For those who cared to read this far and chance to abide in this bliss or no:
Love is the law, love under will.
The central problem of Thelema in regards to preserving European traditions and folk religion is it is a *universalist* approach - it's Masonic in its scope, outside of nation and blood and soil.
While Crowley certainly loved Wagner, he has no interest in Germanic religion or even Celtic religion in any reasonable sense - he new ages out on the buffet of the past, equating all together in a meaningful (and blasphemous) pastiche.
Similarly, he was a hipster of his time, fascinated by the East and all the forbidden things that were
exotic. He doesn't extole European virtues - he's too busy, as noted by Yorke in "666, Sex, and the O.T.O." buggering Arab boys and doing lines of coke.
Note as well the passing over of the British folk tradition that is Enochian magick - it's included because it was with the Golden Dawn, is central to his Holy Books, but is ignored utterly after the failed return to Algeria in 1910 after the 1909 reception of 418. He doesn't stress its importance, doesn't really understand it, and ignores and manipulates the manuscript of 418 (which I painstakingly restored over several years, unlike those vaunted literary guardians).

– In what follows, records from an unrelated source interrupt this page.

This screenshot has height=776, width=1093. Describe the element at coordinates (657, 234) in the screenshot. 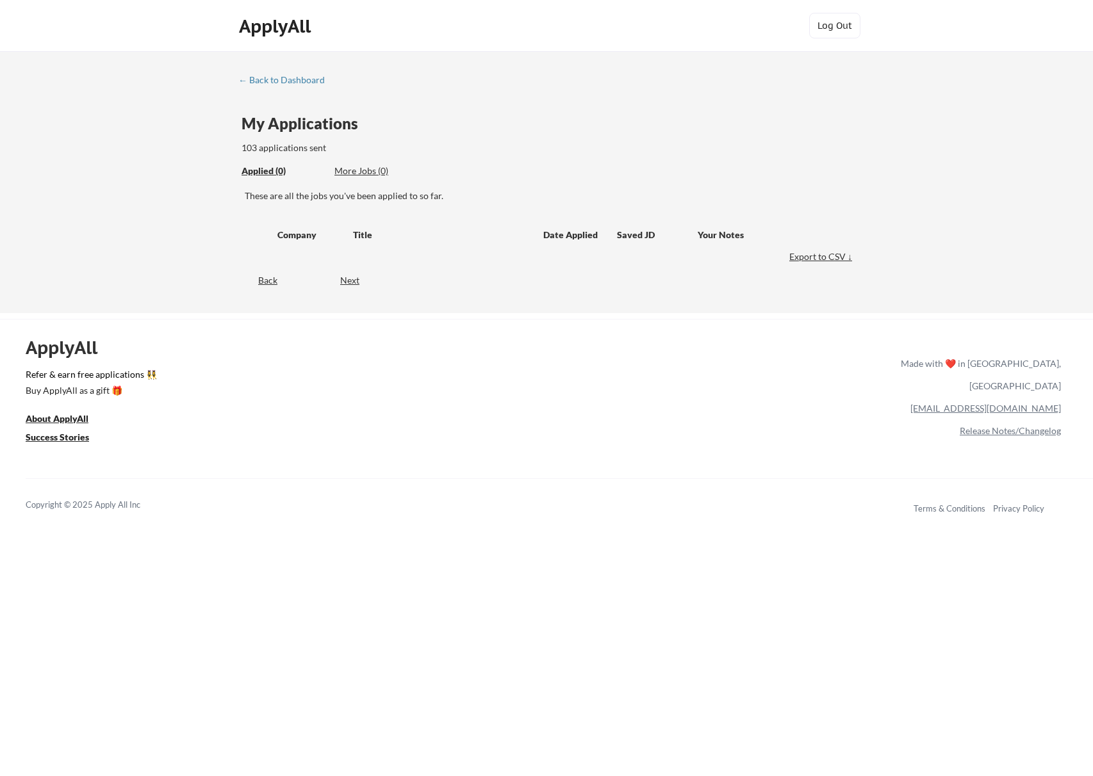

I see `div: Saved JD` at that location.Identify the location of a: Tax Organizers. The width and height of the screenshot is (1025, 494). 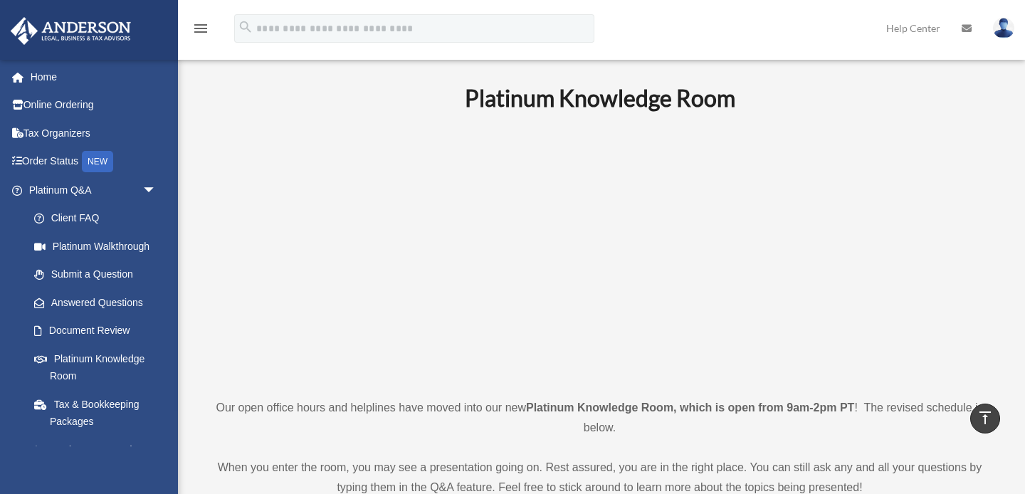
(94, 133).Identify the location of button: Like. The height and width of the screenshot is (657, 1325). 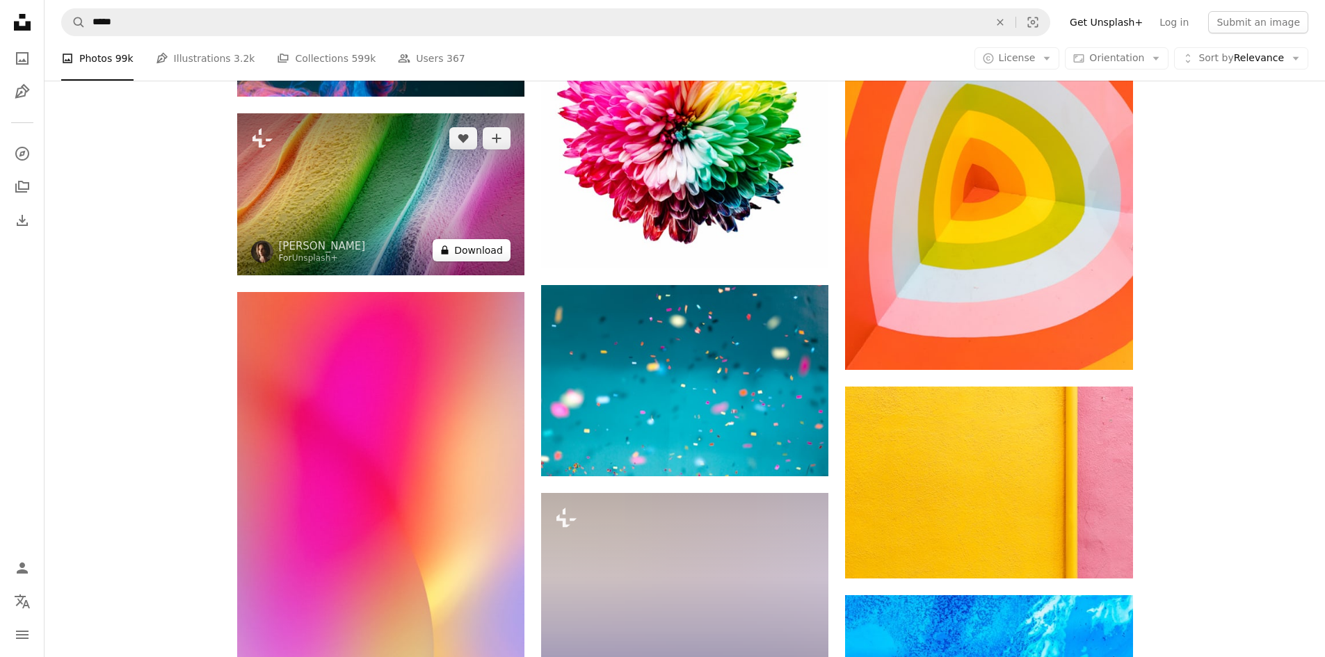
(463, 138).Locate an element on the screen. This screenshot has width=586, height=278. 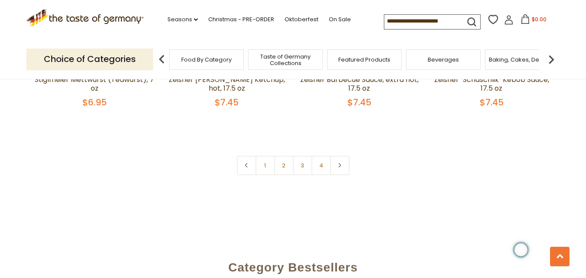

Nowhere does Crowley even acknowledge orlog in relation to that "divine will" of Thelema - nor does he name said gods or show any reverence to them. The gods themselves are largely meaningless to him, things to be used and discarded at will like whomever he was bedding for a time.
I wish I could be more complimentary of the man, but I've spent decades on a man I grew to despise the more I got through the archives.
One other mistake you make is the assumption that the people criticizing him in the folk-based movements aren't familiar with his teachings and philosophy. Flowers, McNallen, McVan, et al - all the modern progenitors of the Germanic folk revival - know him intimately. They studied ANYTHING they could get their hands on.
But there's no divorcing Thelema as practiced from the universalist taint of the Judeo-Christian egregore and Freemasonry without substantial revision.